Change Makers
Anchors of Hope
The Safe and Supportive Trauma Sensitive School Award recognizes schools that have created a safe, supportive, equitable and inclusive school climate/culture of belonging for all students. The award distinguishes school communities that address trauma’s impact on learning, including trauma from racism and other structural inequities, on a whole school basis is central to its educational mission.
To qualify for the award, a school must:
Establish a shared understanding among staff of traumatic experience and its impacts
Engage in an inquiry-based reflection/action planning process to weave trauma sensitive approaches into their practice
Utilize the transformative beliefs of a trauma sensitive school to guide their action planning and decision making throughout the school
The Lesley University Institute for Trauma Sensitivity is honored to present our very first Safe and Supportive Trauma Sensitive School Award to the students, staff, and families of the Manthala George, Jr. Global Studies School in Brockton, MA.
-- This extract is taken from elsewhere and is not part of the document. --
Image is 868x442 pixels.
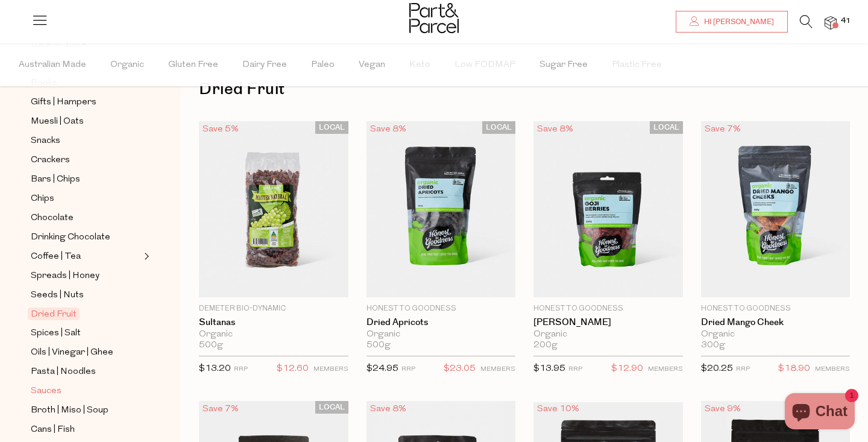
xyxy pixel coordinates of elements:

The accomplishments of the George School over the last several years, both academically and in school climate, are nothing short of remarkable. In addition to special education classrooms, they have implemented a K-5 global studies curriculum in three languages (Spanish, French and Portuguese), the only school in the Commonwealth with multiple dual language immersion strands in one school. At the same time, they have significantly improved their students’ academic competence as measured by state accountability standards. In support of these accomplishments is the development of a safe and supportive trauma sensitive climate/culture in the school.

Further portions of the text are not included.